I watch foreign films on flights because they come pre-subtitled.
I've meant for a while to write about Amour, the takes extended. The translucent vulnerability of an old woman's stroke-crippled body being bathed; the glee of trying out a new electric wheelchair, knocking into the narrow walls of an ugly-wallpapered hallway. The dialogue is simple, halting. It's a film that unflinchingly shoots life and doesn't cut away; it lets you breathe inside its world.
Similarly paced was Tokyo Family, which sparkled less as a coherent movie, but Kazuko Yoshiyuiki's performance stole my heart and carried the film for me; as an aging mother from a tiny island, she wandered lost within a big city with an exquisite grace and dignity, and the actors playing her youngest son and his fiancee perfectly hit that cusp of barely-there adulthood.
The Road Home isn't from that flight, but it's one of my favorite movies and fits the theme of "gorgeously slow and gentle foreign film." There's more sentimentality in its cinematography (appropriately touching music soars as children traipse through the fields, etc.) but for a Chinese film, that sense of drama is remarkably retrained. And there is quiet honor here, the type of filial love that is duty but also isn't -- something that runs so deeply in my blood that I struggle to explain it to my Western friends. It's a long-term thing; you can only glimpse it, silent, in extended takes living beside (or better yet, within) a family that breathes it too.
I think that sense of time and love and home is what I most appreciate about my family reunions, but we come together for so short a time that I'd only known it as a fleeting thing when I was growing up -- home sliced into quick takes, spliced beat by beat, cut-scenes across the continents. I am still stunned to find myself on sets that don't dismantle, within extended takes where it abides and doesn't stop -- Gill's house, and Lynn's, and Matt's, and Heidi's, for example. My professors were the first to show me the sort of home I could imagine wanting; homes that stay, homes where you stay and still grow. I know I love my studies, reading, research, teaching, writing, hacking, and that's why I'm in grad school -- but I also wonder if a forlorn 17-year-old's astonishment of oh, there could be a Mel home! is somewhere in my dream of being a professor too.
That last part wasn't about films, but I will leave it anyway.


* **EXERCISE**
Report all lines from the entries below in which "bottom" appears.

* **TASK DATA**

+ + + +

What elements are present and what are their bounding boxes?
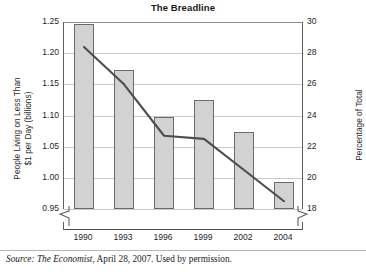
left-axis-tick: 1.25 [42,16,59,26]
plot-area [63,22,303,209]
right-axis-tick: 28 [307,47,317,57]
left-axis-tick: 1.05 [42,141,59,151]
x-axis-tick: 1996 [143,232,183,242]
source-publication: The Economist [37,254,93,264]
left-axis-tick-labels: 1.251.201.151.101.051.000.95 [27,0,59,272]
x-axis-tick: 1990 [63,232,103,242]
right-axis-tick: 26 [307,78,317,88]
source-rest: , April 28, 2007. Used by permission. [92,254,231,264]
right-axis-break-icon [295,206,311,226]
x-axis-tick: 1999 [183,232,223,242]
x-axis-line [63,229,303,230]
left-axis-title-line1: People Living on Less Than [12,77,22,179]
right-axis-tick: 20 [307,172,317,182]
right-axis-title: Percentage of Total [354,40,364,210]
left-axis-tick: 1.10 [42,110,59,120]
right-axis-tick: 30 [307,16,317,26]
right-axis-tick-labels: 30282624222018 [307,0,339,272]
x-axis-tick-labels: 199019931996199920022004 [63,232,303,248]
x-axis-tick: 2004 [263,232,303,242]
x-axis-tick: 2002 [223,232,263,242]
percentage-trend-line [84,47,284,201]
source-divider [0,250,366,251]
chart-figure: The Breadline People Living on Less Than… [0,0,366,272]
left-axis-break-icon [56,206,72,226]
left-axis-tick: 1.15 [42,78,59,88]
left-axis-tick: 1.20 [42,47,59,57]
left-axis-tick: 1.00 [42,172,59,182]
right-axis-tick: 24 [307,110,317,120]
right-axis-tick: 22 [307,141,317,151]
line-series [64,22,304,209]
x-axis-tick: 1993 [103,232,143,242]
source-note: Source: The Economist, April 28, 2007. U… [6,254,232,264]
gridline [64,209,302,210]
source-prefix: Source: [6,254,35,264]
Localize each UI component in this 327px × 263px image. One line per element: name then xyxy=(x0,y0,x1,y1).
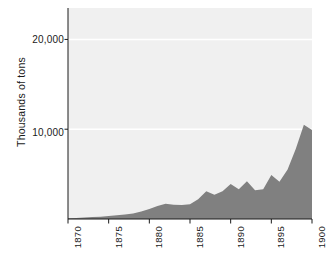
x-axis-tickmarks xyxy=(68,219,312,224)
gridlines xyxy=(68,39,312,129)
x-tick-label-1895: 1895 xyxy=(275,226,286,248)
x-tick-label-1885: 1885 xyxy=(194,226,205,248)
plot-area xyxy=(68,8,312,219)
y-axis-title: Thousands of tons xyxy=(15,37,27,167)
plot-canvas xyxy=(68,8,312,219)
x-tick-label-1880: 1880 xyxy=(153,226,164,248)
x-tick-label-1890: 1890 xyxy=(235,226,246,248)
x-tick-label-1875: 1875 xyxy=(113,226,124,248)
x-tick-label-1870: 1870 xyxy=(72,226,83,248)
data-series-area xyxy=(68,125,312,219)
x-tick-label-1900: 1900 xyxy=(316,226,327,248)
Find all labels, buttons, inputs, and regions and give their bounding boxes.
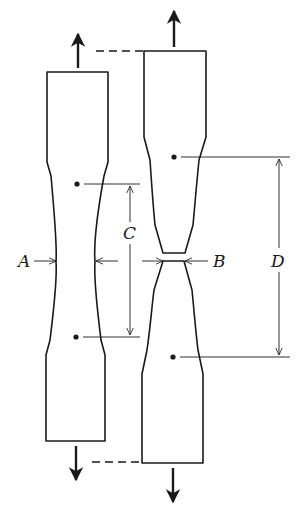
fractured-upper-half xyxy=(144,51,206,253)
original-specimen xyxy=(46,34,140,480)
fractured-gage-mark-top-dot xyxy=(171,154,176,159)
fractured-lower-half xyxy=(142,261,203,463)
gage-mark-bottom-dot xyxy=(73,334,78,339)
original-specimen-outline xyxy=(46,72,108,441)
label-b: B xyxy=(212,251,226,271)
label-a: A xyxy=(16,251,30,271)
gage-mark-top-dot xyxy=(74,181,79,186)
label-d: D xyxy=(270,251,285,271)
dimension-d: D xyxy=(270,159,285,355)
fractured-gage-mark-bottom-dot xyxy=(170,354,175,359)
dimension-c: C xyxy=(123,186,136,335)
tensile-specimen-diagram: C A B D xyxy=(0,0,302,512)
dimension-a: A xyxy=(16,251,118,271)
label-c: C xyxy=(123,223,136,243)
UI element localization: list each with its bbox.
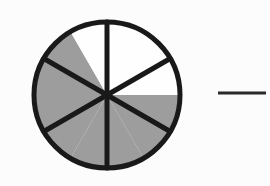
fraction-circle-svg [0,0,270,186]
worksheet-figure-canvas [0,0,270,186]
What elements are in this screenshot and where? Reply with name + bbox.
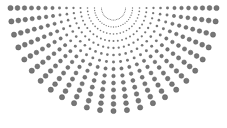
radial-scatter-canvas [0,0,227,128]
radial-scatter-figure [0,0,227,128]
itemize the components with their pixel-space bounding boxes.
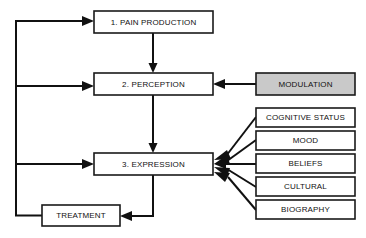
arrowhead-icon	[82, 159, 94, 169]
node-perception[interactable]: 2. PERCEPTION	[94, 73, 213, 95]
node-treatment[interactable]: TREATMENT	[42, 205, 120, 226]
arrowhead-icon	[213, 79, 225, 89]
edge-layer	[16, 16, 256, 221]
node-label: BELIEFS	[289, 159, 323, 168]
edge-line	[228, 177, 256, 210]
edge-line	[132, 175, 153, 216]
node-label: TREATMENT	[56, 211, 106, 220]
node-label: 1. PAIN PRODUCTION	[111, 18, 197, 27]
node-layer: 1. PAIN PRODUCTION2. PERCEPTION3. EXPRES…	[42, 11, 355, 226]
node-expression[interactable]: 3. EXPRESSION	[94, 153, 213, 175]
arrowhead-icon	[120, 211, 132, 221]
edge-treatment-to-spine	[16, 21, 82, 216]
node-label: 3. EXPRESSION	[122, 160, 185, 169]
node-label: CULTURAL	[284, 182, 327, 191]
node-pain-production[interactable]: 1. PAIN PRODUCTION	[94, 11, 213, 33]
edge-spine-to-perception	[16, 81, 94, 91]
arrowhead-icon	[82, 81, 94, 91]
arrowhead-icon	[82, 16, 94, 26]
edge-pain-to-perception	[149, 33, 158, 73]
diagram-canvas: 1. PAIN PRODUCTION2. PERCEPTION3. EXPRES…	[0, 0, 366, 238]
node-cognitive-status[interactable]: COGNITIVE STATUS	[256, 108, 355, 127]
node-mood[interactable]: MOOD	[256, 131, 355, 150]
pain-model-flow-diagram: 1. PAIN PRODUCTION2. PERCEPTION3. EXPRES…	[0, 0, 366, 238]
node-label: BIOGRAPHY	[281, 205, 330, 214]
node-label: COGNITIVE STATUS	[266, 113, 345, 122]
edge-spine-to-pain-production	[16, 16, 94, 26]
node-label: MOOD	[293, 136, 319, 145]
node-cultural[interactable]: CULTURAL	[256, 177, 355, 196]
node-biography[interactable]: BIOGRAPHY	[256, 200, 355, 219]
node-modulation[interactable]: MODULATION	[256, 73, 355, 95]
edge-modulation-to-perception	[213, 79, 256, 89]
node-label: MODULATION	[278, 80, 332, 89]
edge-spine-to-expression	[16, 159, 94, 169]
edge-perception-to-expression	[149, 95, 158, 153]
edge-expression-to-treatment	[120, 175, 153, 221]
edge-line	[16, 21, 82, 216]
node-label: 2. PERCEPTION	[122, 80, 185, 89]
arrowhead-icon	[149, 143, 158, 153]
edge-cognitive-status-to-expression	[214, 117, 256, 160]
node-beliefs[interactable]: BELIEFS	[256, 154, 355, 173]
arrowhead-icon	[214, 172, 230, 182]
edge-biography-to-expression	[214, 172, 256, 210]
edge-line	[227, 169, 256, 187]
arrowhead-icon	[149, 63, 158, 73]
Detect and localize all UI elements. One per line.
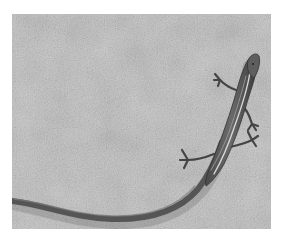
lizard-eye [252, 63, 254, 65]
photo-canvas [12, 14, 271, 229]
photo: Grayscale photograph of a slender lizard… [12, 14, 271, 229]
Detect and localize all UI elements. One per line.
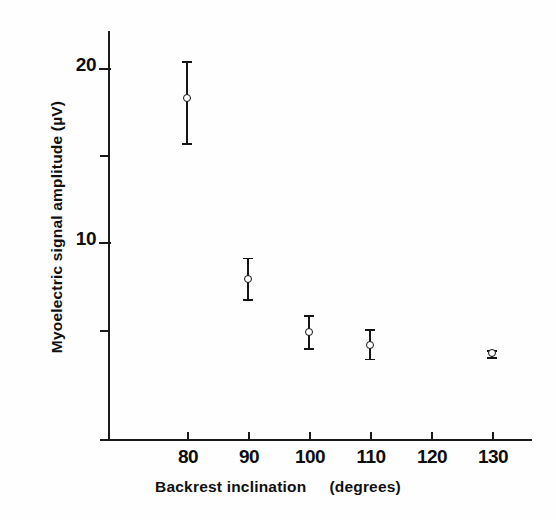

+ + + +

* **WRITTEN REPLY**
gage-mark-bottom-dot xyxy=(73,334,78,339)
fractured-gage-mark-bottom-dot xyxy=(170,354,175,359)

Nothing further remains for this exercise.